When we think about trust, it is vital that we think about the context of 2020. Many organisations will have had to make difficult decisions and make people redundant, undermining the sense of security among the ‘survivors’. 

Managers have a challenging role as a conduit between the business and the front-line employees, but if they get it right then they can start to heal the hurt that comes with business restructuring.

Like intrinsic motivation, trust has four psychological components: credibility, reliability, intimacy, and self-interest. The first three improve trust as they increase, but the latter damages it; someone could be great at what they do but if everyone knows it’s just a front to further their own agenda, trust will be low.

To help to build trust, managers should create a culture of disclosure and feedback within their teams. When working with struggling teams, one of the biggest barriers to trust is the suspicion that members aren’t honest with one another. Get your people used to talking about what is affecting their mood and performance. 

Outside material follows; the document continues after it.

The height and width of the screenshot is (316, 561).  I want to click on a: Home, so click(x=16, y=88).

This will make people feel comfortable giving motivational and developmental feedback more regularly by creating a more open and intimate atmosphere. Managers may need to role model this at first, but it will eventually pay dividends.

Conclusion

In every business, employees have faced a variety of barriers to performance during the pandemic, not least a lack of motivation and trust within the business. In order to navigate employees into the new working norms, managers must be more emotionally available than ever before, something that won’t come naturally to many of them. 

As such, organisations must support their managers to adapt to the hybrid working environment through training and communication. Failure to do so risks leaving motivation and trust behind as relics of the pre-pandemic world.